The most appropriate immediate action is
(B)-reduce the feed temperature to lower the adiabatic temperature rise and bring the hot spot temperature below the 400°C limit. ---
Question 5: A heat exchanger is used to cool a process stream. Performance data collected over several days is shown below:

The hot stream has Cp = 2.5 kJ/kg·K. The heat exchanger configuration is counterflow. What is the most likely cause of the observed trend?

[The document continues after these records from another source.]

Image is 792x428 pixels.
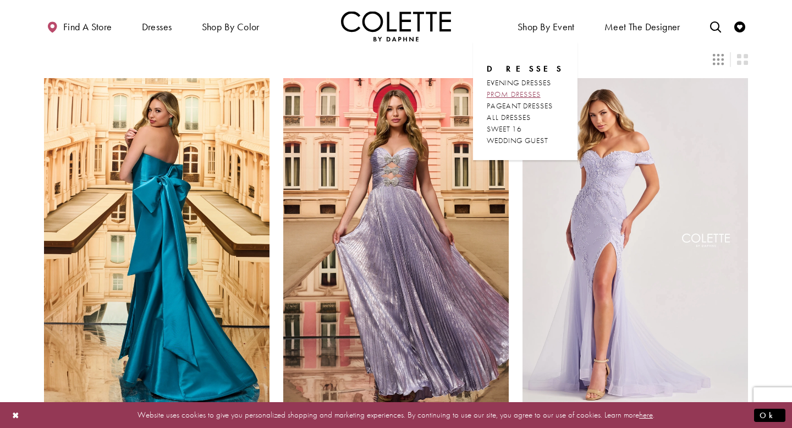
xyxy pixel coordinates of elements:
span: Switch layout to 3 columns [712,54,723,65]
a: Visit Colette by Daphne Style No. CL8645 Page [522,78,748,406]
a: PROM DRESSES [487,89,563,100]
span: Shop by color [202,21,259,32]
span: EVENING DRESSES [487,78,551,87]
span: WEDDING GUEST [487,135,548,145]
span: Shop By Event [515,11,577,41]
a: Visit Colette by Daphne Style No. CL8470 Page [44,78,269,406]
span: PAGEANT DRESSES [487,101,552,110]
span: PROM DRESSES [487,89,540,99]
a: ALL DRESSES [487,112,563,123]
a: Visit Home Page [341,11,451,41]
span: Meet the designer [604,21,680,32]
span: SWEET 16 [487,124,522,134]
a: Check Wishlist [731,11,748,41]
span: Dresses [139,11,175,41]
span: Dresses [487,63,563,74]
a: WEDDING GUEST [487,135,563,146]
div: Layout Controls [37,47,754,71]
span: Shop By Event [517,21,574,32]
a: Toggle search [707,11,723,41]
a: Meet the designer [601,11,683,41]
span: Find a store [63,21,112,32]
a: SWEET 16 [487,123,563,135]
span: Dresses [142,21,172,32]
p: Website uses cookies to give you personalized shopping and marketing experiences. By continuing t... [79,407,712,422]
span: Shop by color [199,11,262,41]
span: Switch layout to 2 columns [737,54,748,65]
button: Close Dialog [7,405,25,424]
img: Colette by Daphne [341,11,451,41]
a: Visit Colette by Daphne Style No. CL8520 Page [283,78,509,406]
button: Submit Dialog [754,408,785,422]
a: EVENING DRESSES [487,77,563,89]
span: ALL DRESSES [487,112,530,122]
a: PAGEANT DRESSES [487,100,563,112]
a: here [639,409,653,420]
a: Find a store [44,11,114,41]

(A) Decrease in cold stream flow rate
(B) Fouling on the heat transfer surfaces
(C) Increase in overall heat transfer coefficient
(D) Change from counterflow to parallel flow configuration
Correct Answer: (B)
Explanation: Analyze the heat duty for each day:
Day 1: \(\dot{Q}_1 = \dot{m} C_p \Delta T = 5.0 \times 2.5 \times (180 - 80) = 1250\) kW
Day 2: \(\dot{Q}_2 = 5.0 \times 2.5 \times (180 - 85) = 1187.5\) kW
Day 3: \(\dot{Q}_3 = 5.0 \times 2.5 \times (180 - 92) = 1100\) kW
Day 4: \(\dot{Q}_4 = 5.0 \times 2.5 \times (180 - 98) = 1025\) kW
The heat duty is progressively decreasing over time, indicating deteriorating heat exchanger performance.
For heat exchanger: \(\dot{Q} = UA\Delta T_{\text{lm}}\)

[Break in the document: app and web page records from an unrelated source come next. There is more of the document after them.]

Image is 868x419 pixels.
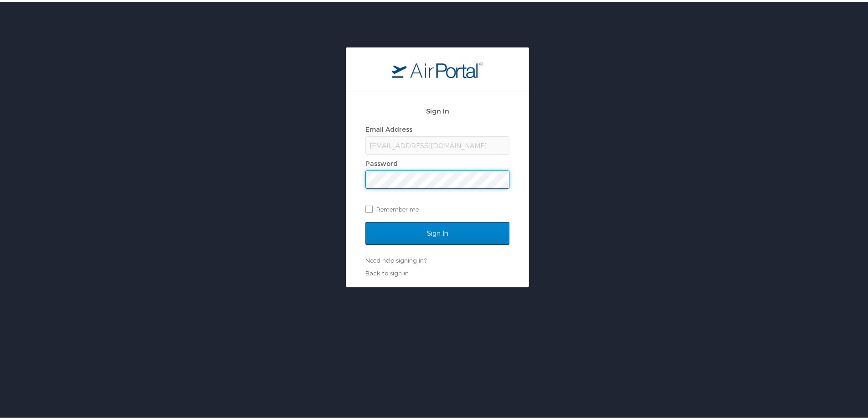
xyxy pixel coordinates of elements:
a: Need help signing in? [365,255,426,262]
img: logo [392,60,483,76]
label: Email Address [365,124,412,131]
label: Remember me [365,201,509,214]
input: Sign In [365,220,509,243]
h2: Sign In [365,104,509,115]
label: Password [365,158,398,165]
a: Back to sign in [365,268,408,275]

Calculate LMTD for Day 1 (counterflow):
\(\Delta T_1 = T_{h,\text{in}} - T_{c,\text{out}} = 180 - 60 = 120\)°C
\(\Delta T_2 = T_{h,\text{out}} - T_{c,\text{in}} = 80 - 25 = 55\)°C
\[ \Delta T_{\text{lm}} = \frac{120 - 55}{\ln(120/55)} = \frac{65}{\ln(2.182)} = \frac{65}{0.780} = 83.3 \text{°C} \]

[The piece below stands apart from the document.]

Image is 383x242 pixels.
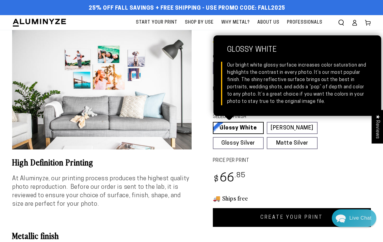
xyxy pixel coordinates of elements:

\(UA = \frac{\dot{Q}}{\Delta T_{\text{lm}}} = \frac{1250}{83.3} = 15.0\) kW/K
For Day 4:
\(\Delta T_1 = 180 - 52 = 128\)°C
\(\Delta T_2 = 98 - 25 = 73\)°C
\[ \Delta T_{\text{lm}} = \frac{128 - 73}{\ln(128/73)} = \frac{55}{\ln(1.753)} = \frac{55}{0.561} = 98.0 \text{°C} \]
\(UA = \frac{1025}{98.0} = 10.5\) kW/K
The UA value has decreased from 15.0 to 10.5 kW/K, representing a 30% reduction.
Analysis of options:
(A) Decrease in cold stream flow would increase cold outlet temperature and decrease heat removal, which matches observations. However, this would be a sudden change, not progressive deterioration.
(B) Fouling progressively reduces the overall heat transfer coefficient U, which reduces UA. This matches the progressive decline in performance observed over 4 days. Fouling is a time-dependent phenomenon.
(C) Increase in U would improve performance, opposite to observations.
(D) Configuration change would be a one-time event, not progressive deterioration.
The most likely cause is
(B)-fouling on the heat transfer surfaces, which progressively reduces heat transfer effectiveness over time.